Sometimes that work presents murky dilemmas.

A few years ago, Bamford took a job starring in a national television ad campaign for Target. It was unusually high-profile work for her. It was also unusual given her critiques of consumerism: in her act, she had once embodied a Target shopper more obsessed with sale prices than with child labor.

In the ads, she again played a Target shopper – this time a wild-eyed woman training for Black Friday. Ostensibly, she was praising the retailer’s deals, but she improvised the character to creepy levels of psychosis. As the creative director told Adweek, “The campaign comes very close to ridiculing the very shoppers it’s targeting.”

If Bamford found a nimble middle way through the Target ads, she must still navigate the demands of an appearance-driven industry. Traditionally, she’s been ambivalent about make-up, sometimes going without it completely on videos. For her Louie cameo, she did her own make-up sparsely and was surprised at the indignation it inspired.

“This one lady was interviewing me and said, ‘They did no favors on that Louie episode.’ You mean I looked like myself? Oh this is getting awkward.”

Bamford has long joked that if she had plastic surgery, she would elect to remove the part of her brain that cared what other people think. (And get suction cups as hands.) Now, she struggles with her feelings about it.

“It’s easy to be against plastic surgery when you’re in your 20s and 30s,” she said. “I realize now, you disappear as an older person. So I understand more. I hope that doesn’t become…I don’t want to get plastic surgery or Botox or anything like that.”

Amid these pressures, Bamford has returned to her roots, creating rustic shows in intimate spaces. In December 2009, she released a free gift to fans, Maria Bamford’s One-Hour Homemade Christmas Special, which she taped in her living room beside her two snoozing pugs. Last year, she staged the Special Special Special also in her living room, before another supportive audience of two – her parents.

In the special, she tackled her most difficult autobiographical material yet.

Two years ago, Bamford suffered a massive breakdown. She didn’t know why, but she grew disoriented, despondent, and convinced death was the only answer.

She imitated her irrational mindset at the time for me.

“I’m going to kill myself, but I got this. I’ve got a plan, got some pills. Don’t worry, you guys. I’m going to kill myself!”

She dropped the imitation. “It felt too embarrassing to go the hospital. Like, no, that’s weird. Killing myself seems more logical.”

Given the choice between weirdness or death, she did the weird thing. Bamford was institutionalized three times in a six-month period. She had her shoelaces removed. She missed shows. She felt humiliated. And she lived.

Her comedy has since turned more pointed. At the Minneapolis show, she performed her new suicide material.

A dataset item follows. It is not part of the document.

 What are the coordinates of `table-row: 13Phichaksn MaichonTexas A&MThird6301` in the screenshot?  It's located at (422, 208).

“I was reading that over 7,000 U.S. veterans die of suicide every year, which is funny because you’d think they’d die over there, but then they come home and die here!” she said, ripping into a shrill laugh. For an eerie moment, her character was the only one in the theater laughing. “It must be funny because nobody is taking it that seriously.”

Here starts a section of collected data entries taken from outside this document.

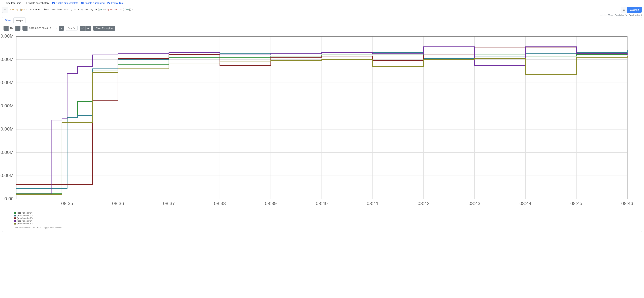 The image size is (644, 298). I want to click on tab-graph: Graph, so click(20, 21).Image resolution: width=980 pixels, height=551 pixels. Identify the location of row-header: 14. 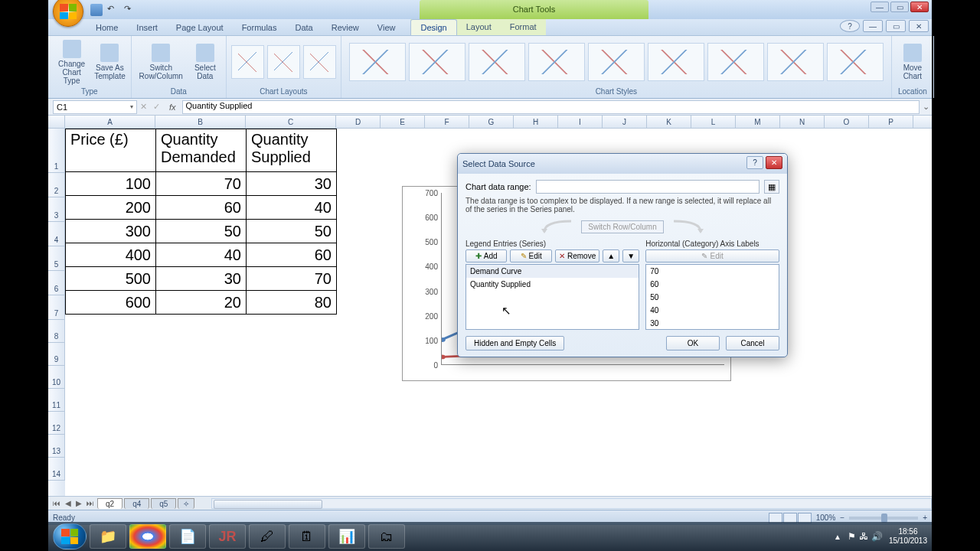
(57, 469).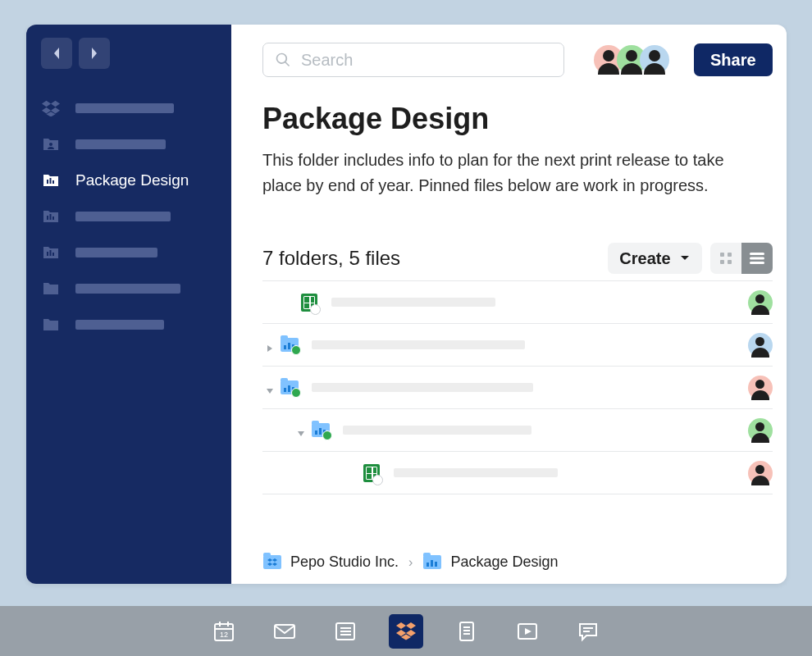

If her newest honesty is any indication, Maria Bamford may be less palatable for primetime than ever before. That seems fine with her. When her agent pressures her, she said, she reminds herself that it’s OK if the work dries up – she can always get a library science degree or volunteer somewhere. She’s a gritty Duluthian.

“I’ll be all right,” she said. “I was a secretary for a long time. I can survive.”


Photo Credit: Natalie Brasington

Katie Liesener is a Chicago-based writer and storyteller. Her work has previously appeared in The Boston Globe and the Best Food Writing 2009 anthology.